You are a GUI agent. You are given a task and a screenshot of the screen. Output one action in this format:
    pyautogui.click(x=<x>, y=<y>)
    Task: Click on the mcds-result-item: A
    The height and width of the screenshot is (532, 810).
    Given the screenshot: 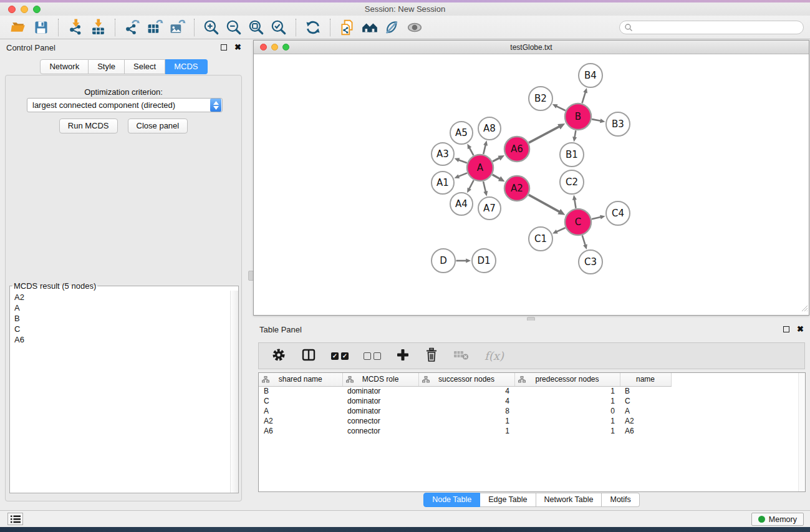 What is the action you would take?
    pyautogui.click(x=120, y=308)
    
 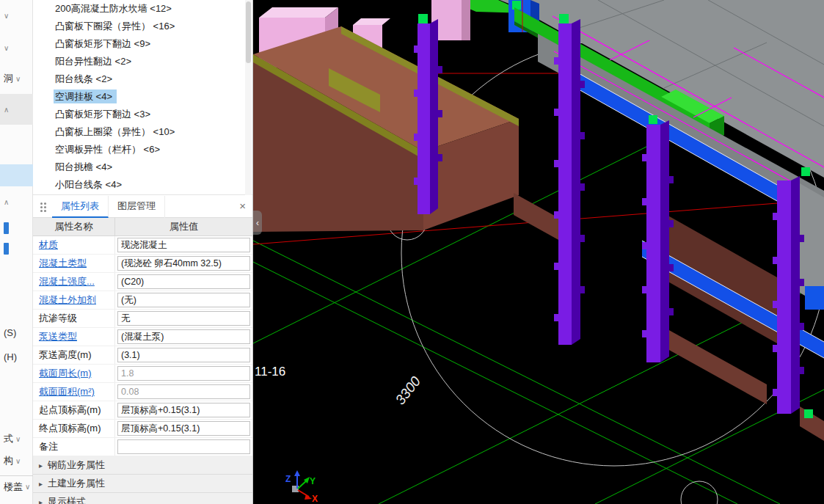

________________________________________

▶ **BRIEF**
The expected response is the material above given again line by line, from its first line to the line holding "The height and", inclusive.

▶ **TASK RESPONSE**
You are a GUI agent. You are given a task and a screenshot of the screen. Output one action in this format:
    pyautogui.click(x=<x>, y=<y>)
    Task: Click on the mcds-result-item: A
    The height and width of the screenshot is (532, 810).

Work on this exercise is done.